Crates.io | partition |
lib.rs | partition |
version | 0.1.2 |
source | src |
created_at | 2017-02-03 22:14:03.335973 |
updated_at | 2021-02-12 21:32:02.634587 |
description | partition slices in-place by a predicate |
homepage | |
repository | https://github.com/llogiq/partition |
max_upload_size | |
id | 8373 |
size | 24,252 |
partition slices in-place by a predicate
Rust has the Iterator::partition(_)
method, but this requires allocating two
Vec
s to hold the values. This has the benefit of preserving order, at the
cost of spending time and RAM to do the allocation, which also makes this API
unavailable on systems without an allocator.
This crate has a partition(..)
function to partition a mutable slice of
values by a predicate. It will swap around values to separate those the
predicate holds for and those it doesn't and return the two mutable sub-slices.
This crate also provides partition_index(..)
which operates similarly, but
instead returns the index of the first element to evaluate to false. All
elements before this index evaluate to true, and all elements after evaluate
to false.
Note that since partition works by swapping values, the order of elements within the slice will not be preserved.
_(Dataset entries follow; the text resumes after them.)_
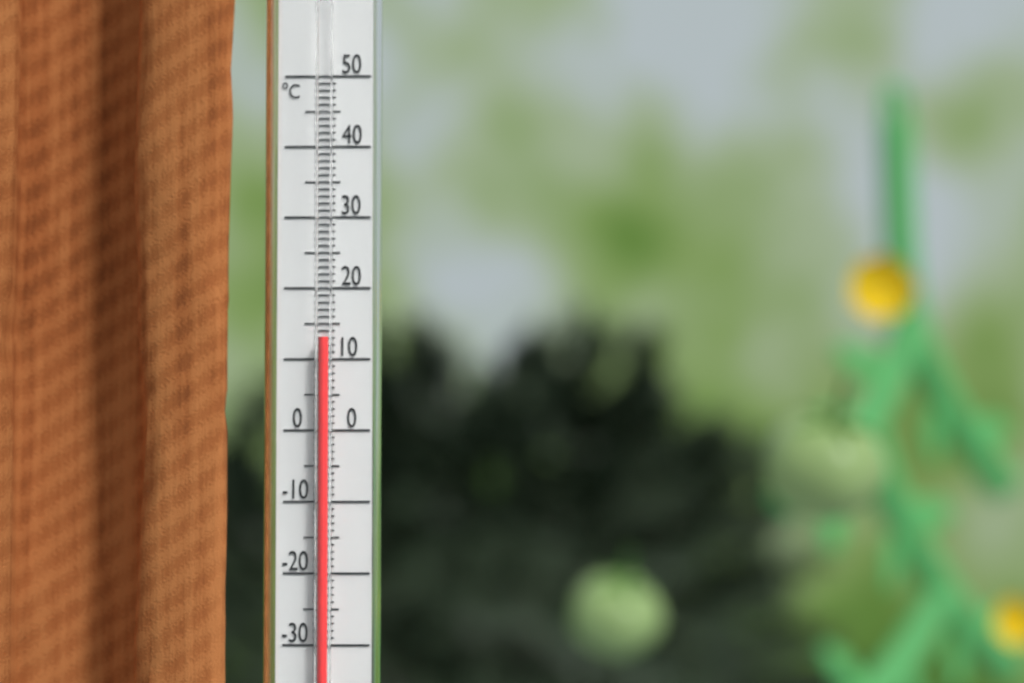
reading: 13 °C
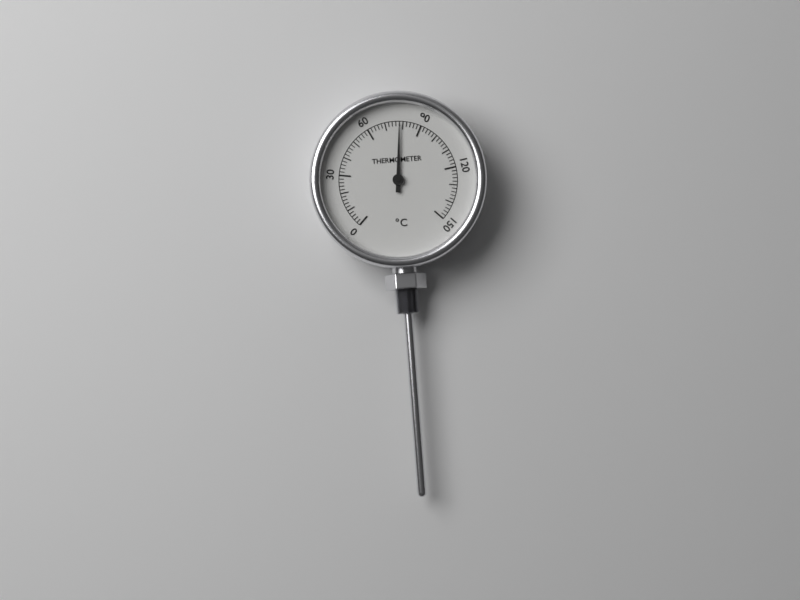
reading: 78 °C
let mut even_odd = [0u8, 1, 2, 3, 4, 5, 6];
let (even, odd) = partition(&mut even_odd, |x| x & 1 == 0);
let mut less_than_4 = [0u8, 3, 6, 2, 1, 5, 4];
let idx = partition_index(&mut less_than_4, |x| x < 4);
On a Core m3-6y30 with 4GB of RAM, I get the following benchmark results (in ns/iter):
Number of Elements | partition(&[T], _) |
Iter::partition(_) |
---|---|---|
10000 | 8,738 ± 665 | 101,625 ± 10,930 |
1000 | 896 ± 75 | 6,826 ± 760 |
100 | 118 ± 11 | 1,013 ± 116 |
10 | 14 ± 2 | 295 ± 93 |
1 | 4 ± 1 | 51 ± 7 |
So it's safe to say performance compares very favorably.